"Dead Wrong"

1 April 2005



Intelligence Commission Wants Dramatic Change

The Commission on the Intelligence Capabilities of the United States Regarding Weapons of Mass Destruction gave the president its 618-page report yesterday, along with a three-page introductory letter that says enough to cause worry. Co-Chaired by former US Senator Chuck Robb (D-VA) and former US Court of Appeals Judge Laurence Silberman (who also served in the Nixon and Ford administrations), the commission reported that the US intelligence community was "dead wrong" about Iraq's weapons of mass destruction -- which didn't exist after the 1990s. Moreover, the commission says the US still knows "disturbingly little about the weapons programs and even less about the intentions of many of our most dangerous adversaries." Fortunately, US foreign policy these days is faith-based and, therefore, needn't rely on knowledge.

Not surprisingly, the commission believes that "the best hope for preventing future failures is dramatic change." Along those lines, the commission urges a few moves in its letter and 74 in its report. For instance, the president should give the new Director of National Intelligence powers and support in taming the CIA and Pentagon intelligence agencies (one doubts Mr. Bush would stand up to Field Marshall von Rumsfeld though). Another suggestion is to bring the FBI "all the way into the Intelligence Community," which makes sense but will annoy civil libertarians no end. The commission also says the president should demand more of the intelligence community, but Mr. Bush lacks the intellectual curiosity and insists on "loyalty" to such a degree that minority report thinking is anathema to him and his administration. Finally, the President's Daily Brief should be rethought, but this seems to be a case of the workman blaming his tools. Perhaps a little more time going beyond the briefing in Washington and a little less brush-clearing in Crawford, Texas, is in order.

Even without the dysfunctional Bush foreign policy team, the US intelligence operations in the run-up to the Iraq war were poor. And the failings are apparent in the report. The introductory letter says

We conclude that the Intelligence Community was dead wrong in almost all of its pre-war judgments about Iraq's weapons of mass destruction. This was a major intelligence failure. Its principal causes were the Intelligence Community's inability to collect good information about Iraq's WMD programs, serious errors in analyzing what information it could gather, and a failure to make clear just how much of its analysis was based on assumptions, rather than good evidence. On a matter of this importance, we simply cannot afford failures of this magnitude.

After a thorough review, the Commission found no indication that the Intelligence Community distorted the evidence regarding Iraq's weapons of mass destruction. What the intelligence professionals told you about Saddam Hussein's programs was what they believed. They were simply wrong.
The commission here is a bit lenient. There were voices in various intelligence agencies both in the US and overseas saying there is no proof. The UN weapons inspectors didn't find any (because there wasn't any). Andrew Wilkie resigned days before the war began from Australia's version of the CIA, the ONA, because he found the evidence showed Iraq's WMD programs was "disjointed and contained." If there is no evidence of an impending threat (the "45-minutes-to-launch" claim), any finding that there is such a threat (and upon that basis, a war was begun) has to be a distortion. The question is whether the distortion came from the Intelligence Community or from its sources. They are either liars or fools, and neither is desirable in such a delicate field.

The challenge now is for the president to act by executive order where he can and to get Congress to legislate where necessary to improve the situation. If Mr. Bush truly wants a legacy of which he can be proud, fixing the US ability to gather intelligence to fight the war on terror is a far better one than glorified individual retirement accounts to louse up Social Security. Nothing would make this journal happier than for the president to succeed at this.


• **Exercise directions**
Show each line of the entries below in which the word "color" appears.

Supplied records START

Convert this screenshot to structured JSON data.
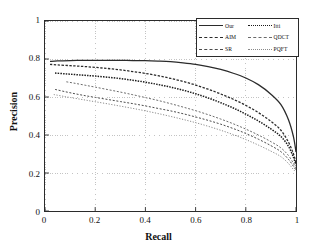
{
  "chart_data": {
    "type": "line",
    "title": "",
    "xlabel": "Recall",
    "ylabel": "Precision",
    "xlim": [
      0,
      1
    ],
    "ylim": [
      0,
      1
    ],
    "xticks": [
      "0",
      "0.2",
      "0.4",
      "0.6",
      "0.8",
      "1"
    ],
    "xtick_values": [
      0,
      0.2,
      0.4,
      0.6,
      0.8,
      1
    ],
    "yticks": [
      "0",
      "0.2",
      "0.4",
      "0.6",
      "0.8",
      "1"
    ],
    "ytick_values": [
      0,
      0.2,
      0.4,
      0.6,
      0.8,
      1
    ],
    "grid": true,
    "grid_style": "dotted",
    "legend_position": "upper right",
    "legend_columns": 2,
    "series": [
      {
        "name": "Our",
        "style": "solid",
        "color": "#2b2b2b",
        "width": 1.3,
        "x": [
          0.02,
          0.05,
          0.1,
          0.15,
          0.2,
          0.25,
          0.3,
          0.35,
          0.4,
          0.45,
          0.5,
          0.55,
          0.6,
          0.65,
          0.7,
          0.75,
          0.8,
          0.85,
          0.9,
          0.94,
          0.97,
          0.99,
          1.0
        ],
        "y": [
          0.787,
          0.79,
          0.792,
          0.793,
          0.793,
          0.793,
          0.793,
          0.792,
          0.791,
          0.789,
          0.786,
          0.78,
          0.772,
          0.76,
          0.745,
          0.725,
          0.7,
          0.665,
          0.615,
          0.56,
          0.48,
          0.39,
          0.31
        ]
      },
      {
        "name": "AIM",
        "style": "dashed",
        "color": "#2b2b2b",
        "width": 1.3,
        "x": [
          0.02,
          0.05,
          0.1,
          0.15,
          0.2,
          0.25,
          0.3,
          0.35,
          0.4,
          0.45,
          0.5,
          0.55,
          0.6,
          0.65,
          0.7,
          0.75,
          0.8,
          0.85,
          0.9,
          0.94,
          0.97,
          0.99,
          1.0
        ],
        "y": [
          0.772,
          0.769,
          0.765,
          0.761,
          0.756,
          0.75,
          0.743,
          0.734,
          0.724,
          0.712,
          0.698,
          0.682,
          0.663,
          0.641,
          0.616,
          0.588,
          0.556,
          0.518,
          0.472,
          0.425,
          0.362,
          0.3,
          0.252
        ]
      },
      {
        "name": "Itti",
        "style": "dotted-dense",
        "color": "#1a1a1a",
        "width": 1.5,
        "x": [
          0.04,
          0.08,
          0.12,
          0.16,
          0.2,
          0.25,
          0.3,
          0.35,
          0.4,
          0.45,
          0.5,
          0.55,
          0.6,
          0.65,
          0.7,
          0.75,
          0.8,
          0.85,
          0.9,
          0.94,
          0.97,
          0.99,
          1.0
        ],
        "y": [
          0.726,
          0.722,
          0.718,
          0.714,
          0.71,
          0.704,
          0.697,
          0.688,
          0.678,
          0.666,
          0.652,
          0.636,
          0.617,
          0.595,
          0.57,
          0.542,
          0.51,
          0.474,
          0.432,
          0.392,
          0.34,
          0.282,
          0.24
        ]
      },
      {
        "name": "QDCT",
        "style": "dashed-fine",
        "color": "#6a6a6a",
        "width": 1.0,
        "x": [
          0.085,
          0.12,
          0.16,
          0.2,
          0.25,
          0.3,
          0.35,
          0.4,
          0.45,
          0.5,
          0.55,
          0.6,
          0.65,
          0.7,
          0.75,
          0.8,
          0.85,
          0.9,
          0.94,
          0.97,
          0.99,
          1.0
        ],
        "y": [
          0.68,
          0.672,
          0.662,
          0.652,
          0.639,
          0.626,
          0.612,
          0.597,
          0.582,
          0.565,
          0.547,
          0.528,
          0.507,
          0.484,
          0.459,
          0.431,
          0.4,
          0.365,
          0.332,
          0.292,
          0.25,
          0.222
        ]
      },
      {
        "name": "SR",
        "style": "dashed-fine",
        "color": "#4a4a4a",
        "width": 1.0,
        "x": [
          0.04,
          0.08,
          0.12,
          0.16,
          0.2,
          0.25,
          0.3,
          0.35,
          0.4,
          0.45,
          0.5,
          0.55,
          0.6,
          0.65,
          0.7,
          0.75,
          0.8,
          0.85,
          0.9,
          0.94,
          0.97,
          0.99,
          1.0
        ],
        "y": [
          0.64,
          0.628,
          0.617,
          0.607,
          0.598,
          0.587,
          0.576,
          0.565,
          0.553,
          0.54,
          0.527,
          0.512,
          0.495,
          0.477,
          0.457,
          0.434,
          0.408,
          0.378,
          0.344,
          0.312,
          0.272,
          0.235,
          0.215
        ]
      },
      {
        "name": "PQFT",
        "style": "dotted-fine",
        "color": "#8a8a8a",
        "width": 1.0,
        "x": [
          0.035,
          0.08,
          0.12,
          0.16,
          0.2,
          0.25,
          0.3,
          0.35,
          0.4,
          0.45,
          0.5,
          0.55,
          0.6,
          0.65,
          0.7,
          0.75,
          0.8,
          0.85,
          0.9,
          0.94,
          0.97,
          0.99,
          1.0
        ],
        "y": [
          0.613,
          0.602,
          0.593,
          0.584,
          0.575,
          0.564,
          0.552,
          0.54,
          0.527,
          0.513,
          0.498,
          0.482,
          0.465,
          0.446,
          0.425,
          0.402,
          0.376,
          0.347,
          0.315,
          0.286,
          0.25,
          0.218,
          0.205
        ]
      }
    ]
  },
  "legend": {
    "entries": [
      {
        "label": "Our",
        "series_index": 0
      },
      {
        "label": "Itti",
        "series_index": 2
      },
      {
        "label": "AIM",
        "series_index": 1
      },
      {
        "label": "QDCT",
        "series_index": 3
      },
      {
        "label": "SR",
        "series_index": 4
      },
      {
        "label": "PQFT",
        "series_index": 5
      }
    ]
  }
}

Supplied records END

• **Exercise result**
        "color": "#2b2b2b",
        "color": "#2b2b2b",
        "color": "#1a1a1a",
        "color": "#6a6a6a",
        "color": "#4a4a4a",
        "color": "#8a8a8a",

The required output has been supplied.